Police say a new station is needed
The Wareham Police Department will be asking voters at Monday’s Town Meeting to approve funding for a new Public Safety Complex. The department opened its doors to the public for tours in an effort to show the constraints of the current space.
The current station on Cranberry Highway was built in 1971 and was cut to about 50 percent of its planned size due to budget constraints. The Chief of Police when the station was built, Fred Besse, once told Acting Police Chief John Walcek that it was too small when it was built.
Walcek explained that when the windows are open during the summer, because the building is mostly without air conditioning, men being held in the cells can talk to anyone walking up the ramp to the front door.
The booking area, which is often the site of resistance from recently arrested people, is directly next to the cramped room where the dispatchers work to respond to all 911 calls in Wareham. One dispatcher said that many 911 calls also record yelling from those being booked mere feet away. In the dispatch room, as is the case throughout the station, officers said that there isn’t nearly enough storage space, and dispatchers store paperwork in the tiny lockers meant to hold their belongings.
The department’s six sergeants share an office with two desks and a table, while the detectives have slightly more room, but have to find somewhere else to work whenever someone is being interviewed as the department has no interview room.
The building is not accessible to those in wheelchairs, with a ramp that isn’t up to code and doorways that are too narrow for a wheelchair to fit through.
The building was first deemed to be too small in a study back in 1988. Another study in 1995 recommended replacing the facility with one about 30,000 sq. ft. in size, which is five times the size of the current station. Studies in 2002 and 2006 again deemed the building to be inadequate, and the number of calls for service have sky-rocketed over the years.
In 1990, the Wareham Police Department received to 29,013 calls over the year. So far this year, they have received 41,230 calls, with more than two months to go.
“The town has gotten its money’s worth out of this building,” Walcek said, noting that it is one of the only town facilities used 24 hours a day, 365 days a year. “We need things to make our lives safer, and the lives of the people who come in here safer.”
The new public safety complex would be shared with Wareham Emergency Medical Services and could also be the home for other departments, including the Department of Natural Resources, or, potentially, the Fire Districts.
The new facility would be on one of three sites already owned by the town: a parcel of land on Minot Avenue, the location of the Decas School, or the site of the current police station.
Walcek emphasized that he understands that many people in town have limited budgets, and that the department does not want to create financial hardships for people.
The station would be funded at least in part by revenue from the sales at Verilife, which the town has been putting in a designated account to pay for this project and. following its completion, other facility maintenance.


- _What to do_
With all images left out, restate the records below exactly as written.

:: Provided data ::

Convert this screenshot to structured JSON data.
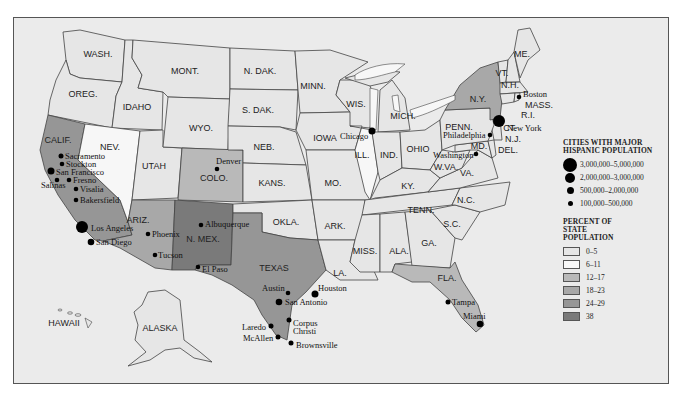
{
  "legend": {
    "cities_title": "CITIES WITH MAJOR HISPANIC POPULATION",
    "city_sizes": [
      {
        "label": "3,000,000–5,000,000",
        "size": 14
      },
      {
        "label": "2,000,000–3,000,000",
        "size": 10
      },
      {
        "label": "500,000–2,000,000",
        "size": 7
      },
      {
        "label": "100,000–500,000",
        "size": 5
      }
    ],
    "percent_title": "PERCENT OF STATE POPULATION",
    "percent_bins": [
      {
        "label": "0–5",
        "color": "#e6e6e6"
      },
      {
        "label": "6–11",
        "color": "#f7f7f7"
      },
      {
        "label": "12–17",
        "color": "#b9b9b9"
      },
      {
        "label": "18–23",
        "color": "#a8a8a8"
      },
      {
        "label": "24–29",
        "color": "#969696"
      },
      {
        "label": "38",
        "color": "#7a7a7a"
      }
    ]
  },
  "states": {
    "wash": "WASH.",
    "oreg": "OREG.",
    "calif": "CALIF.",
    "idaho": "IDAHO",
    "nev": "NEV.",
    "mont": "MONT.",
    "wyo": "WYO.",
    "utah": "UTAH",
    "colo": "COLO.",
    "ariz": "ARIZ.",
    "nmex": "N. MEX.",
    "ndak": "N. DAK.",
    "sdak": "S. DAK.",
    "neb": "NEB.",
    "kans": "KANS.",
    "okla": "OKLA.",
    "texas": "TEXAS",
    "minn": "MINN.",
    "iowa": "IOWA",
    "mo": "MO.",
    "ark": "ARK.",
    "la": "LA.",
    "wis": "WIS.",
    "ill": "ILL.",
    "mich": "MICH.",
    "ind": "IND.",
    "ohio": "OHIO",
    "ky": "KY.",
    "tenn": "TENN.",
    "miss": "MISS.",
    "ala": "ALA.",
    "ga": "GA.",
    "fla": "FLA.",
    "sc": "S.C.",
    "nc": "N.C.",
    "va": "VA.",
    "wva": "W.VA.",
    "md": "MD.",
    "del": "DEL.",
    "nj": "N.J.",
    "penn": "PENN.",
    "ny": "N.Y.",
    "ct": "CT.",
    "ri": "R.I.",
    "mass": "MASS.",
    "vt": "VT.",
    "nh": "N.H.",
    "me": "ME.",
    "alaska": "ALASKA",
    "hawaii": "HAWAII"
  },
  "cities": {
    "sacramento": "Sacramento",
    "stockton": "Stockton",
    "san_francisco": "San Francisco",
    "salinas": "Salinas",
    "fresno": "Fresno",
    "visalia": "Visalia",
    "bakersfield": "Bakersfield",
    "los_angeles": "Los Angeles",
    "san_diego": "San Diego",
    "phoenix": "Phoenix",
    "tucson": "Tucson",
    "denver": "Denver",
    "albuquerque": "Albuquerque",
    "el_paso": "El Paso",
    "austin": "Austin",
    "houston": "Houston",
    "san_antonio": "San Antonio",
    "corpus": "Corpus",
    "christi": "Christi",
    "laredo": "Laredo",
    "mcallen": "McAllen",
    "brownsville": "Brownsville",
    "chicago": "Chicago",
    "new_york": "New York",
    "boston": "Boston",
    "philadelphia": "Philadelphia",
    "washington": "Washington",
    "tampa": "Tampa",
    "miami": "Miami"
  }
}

:::

- _Response to the task_
Convert this screenshot to structured JSON data.
{
  "legend": {
    "cities_title": "CITIES WITH MAJOR HISPANIC POPULATION",
    "city_sizes": [
      {
        "label": "3,000,000–5,000,000",
        "size": 14
      },
      {
        "label": "2,000,000–3,000,000",
        "size": 10
      },
      {
        "label": "500,000–2,000,000",
        "size": 7
      },
      {
        "label": "100,000–500,000",
        "size": 5
      }
    ],
    "percent_title": "PERCENT OF STATE POPULATION",
    "percent_bins": [
      {
        "label": "0–5",
        "color": "#e6e6e6"
      },
      {
        "label": "6–11",
        "color": "#f7f7f7"
      },
      {
        "label": "12–17",
        "color": "#b9b9b9"
      },
      {
        "label": "18–23",
        "color": "#a8a8a8"
      },
      {
        "label": "24–29",
        "color": "#969696"
      },
      {
        "label": "38",
        "color": "#7a7a7a"
      }
    ]
  },
  "states": {
    "wash": "WASH.",
    "oreg": "OREG.",
    "calif": "CALIF.",
    "idaho": "IDAHO",
    "nev": "NEV.",
    "mont": "MONT.",
    "wyo": "WYO.",
    "utah": "UTAH",
    "colo": "COLO.",
    "ariz": "ARIZ.",
    "nmex": "N. MEX.",
    "ndak": "N. DAK.",
    "sdak": "S. DAK.",
    "neb": "NEB.",
    "kans": "KANS.",
    "okla": "OKLA.",
    "texas": "TEXAS",
    "minn": "MINN.",
    "iowa": "IOWA",
    "mo": "MO.",
    "ark": "ARK.",
    "la": "LA.",
    "wis": "WIS.",
    "ill": "ILL.",
    "mich": "MICH.",
    "ind": "IND.",
    "ohio": "OHIO",
    "ky": "KY.",
    "tenn": "TENN.",
    "miss": "MISS.",
    "ala": "ALA.",
    "ga": "GA.",
    "fla": "FLA.",
    "sc": "S.C.",
    "nc": "N.C.",
    "va": "VA.",
    "wva": "W.VA.",
    "md": "MD.",
    "del": "DEL.",
    "nj": "N.J.",
    "penn": "PENN.",
    "ny": "N.Y.",
    "ct": "CT.",
    "ri": "R.I.",
    "mass": "MASS.",
    "vt": "VT.",
    "nh": "N.H.",
    "me": "ME.",
    "alaska": "ALASKA",
    "hawaii": "HAWAII"
  },
  "cities": {
    "sacramento": "Sacramento",
    "stockton": "Stockton",
    "san_francisco": "San Francisco",
    "salinas": "Salinas",
    "fresno": "Fresno",
    "visalia": "Visalia",
    "bakersfield": "Bakersfield",
    "los_angeles": "Los Angeles",
    "san_diego": "San Diego",
    "phoenix": "Phoenix",
    "tucson": "Tucson",
    "denver": "Denver",
    "albuquerque": "Albuquerque",
    "el_paso": "El Paso",
    "austin": "Austin",
    "houston": "Houston",
    "san_antonio": "San Antonio",
    "corpus": "Corpus",
    "christi": "Christi",
    "laredo": "Laredo",
    "mcallen": "McAllen",
    "brownsville": "Brownsville",
    "chicago": "Chicago",
    "new_york": "New York",
    "boston": "Boston",
    "philadelphia": "Philadelphia",
    "washington": "Washington",
    "tampa": "Tampa",
    "miami": "Miami"
  }
}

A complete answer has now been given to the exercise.